Egypt’s parliament meets for first time
Oaths of elected office, prayer start era without Mubarak
CAIRO – Men in pressed suits and polished shoes, some carrying holy books and sporting beards, rushed past cement barricades and hurried beneath a silver dome to begin setting laws for a nation that for generations had oppressed and imprisoned many of those now rising to power.
Egypt’s new parliament held its inaugural session Monday, and a sense of wonder mixed with the gravity of a country still under military rule and beset by economic turmoil. Led by the Muslim Brotherhood, which until now was banned from running for office, the chamber echoed with the voices of a burgeoning political era that is replacing the specter of Hosni Mubarak’s corrupt secular government.
“I invite the distinguished assembly to stand and read the fatiha (Muslim prayer) in memory of the martyrs of the Jan. 25 revolution,” said Mahmoud Saqa, 81, a member of the liberal Wafd party, who as oldest member of the chamber led the opening session. “The blood of the martyrs is what brought this day.”
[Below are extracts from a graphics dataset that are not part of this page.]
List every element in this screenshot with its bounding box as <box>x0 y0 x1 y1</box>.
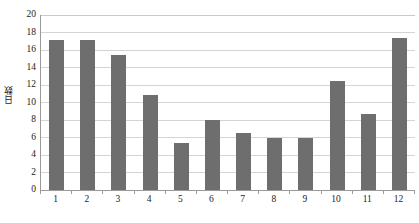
x-axis-tick-label: 12 <box>394 195 404 205</box>
x-axis-tick-label: 9 <box>303 195 308 205</box>
x-axis-tick <box>71 190 72 194</box>
bar <box>49 40 64 190</box>
y-axis-tick-labels: 02468101214161820 <box>14 15 38 190</box>
x-axis-tick <box>383 190 384 194</box>
bars-layer <box>41 15 415 190</box>
bar <box>111 55 126 190</box>
y-axis-tick-label: 18 <box>27 28 37 38</box>
x-axis-tick <box>352 190 353 194</box>
x-axis-tick-label: 2 <box>84 195 89 205</box>
bar <box>236 133 251 190</box>
x-axis-tick <box>165 190 166 194</box>
bar <box>143 95 158 190</box>
bar <box>174 143 189 190</box>
x-axis-tick-label: 1 <box>53 195 58 205</box>
x-axis-tick-labels: 123456789101112 <box>40 195 414 213</box>
x-axis-tick <box>196 190 197 194</box>
y-axis-tick-label: 6 <box>31 133 36 143</box>
bar <box>267 138 282 191</box>
x-axis-tick <box>289 190 290 194</box>
bar <box>330 81 345 190</box>
y-axis-tick-label: 12 <box>27 80 37 90</box>
x-axis-tick-label: 7 <box>240 195 245 205</box>
y-axis-tick-label: 4 <box>31 150 36 160</box>
x-axis-tick-label: 8 <box>271 195 276 205</box>
bar <box>392 38 407 190</box>
bar <box>298 138 313 191</box>
y-axis-title-label: 日数 <box>4 86 13 104</box>
y-axis-tick-label: 2 <box>31 168 36 178</box>
x-axis-tick-label: 6 <box>209 195 214 205</box>
x-axis-tick <box>414 190 415 194</box>
x-axis-tick <box>102 190 103 194</box>
bar <box>80 40 95 190</box>
x-axis-tick <box>40 190 41 194</box>
y-axis-tick-label: 8 <box>31 115 36 125</box>
y-axis-tick-label: 20 <box>27 10 37 20</box>
bar <box>205 120 220 190</box>
x-axis-tick <box>321 190 322 194</box>
x-axis-tick-label: 11 <box>363 195 372 205</box>
x-axis-tick <box>258 190 259 194</box>
bar-chart: 日数 02468101214161820 123456789101112 月 <box>0 0 419 223</box>
y-axis-tick-label: 14 <box>27 63 37 73</box>
x-axis-tick-label: 5 <box>178 195 183 205</box>
y-axis-tick-label: 16 <box>27 45 37 55</box>
x-axis-tick <box>227 190 228 194</box>
y-axis-tick-label: 0 <box>31 185 36 195</box>
plot-area <box>40 15 415 191</box>
bar <box>361 114 376 190</box>
x-axis-tick-label: 4 <box>147 195 152 205</box>
y-axis-tick-label: 10 <box>27 98 37 108</box>
x-axis-tick <box>134 190 135 194</box>
x-axis-tick-label: 10 <box>331 195 341 205</box>
x-axis-tick-label: 3 <box>116 195 121 205</box>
Parliament’s 498 elected members were individually sworn in, a ceremony that went on for hours. A few squabbled, a number read the Quran. One from the ultraconservative Salafi al-Nour party said he would never “contradict Shariah law.” Another said, “We will continue the revolution.”
Saad el-Katatni, secretary-general of the Muslim Brotherhood’s Freedom and Justice Party, was chosen speaker of the Assembly after a spirited challenge by a former Brotherhood member. Like his fellow legislators, el-Katatni won his parliament seat in the country’s freest elections since the 1952 coup that spawned decades of autocratic rule by presidents drawn from military ranks.
A president is to be elected in June. The military has vowed to then step aside.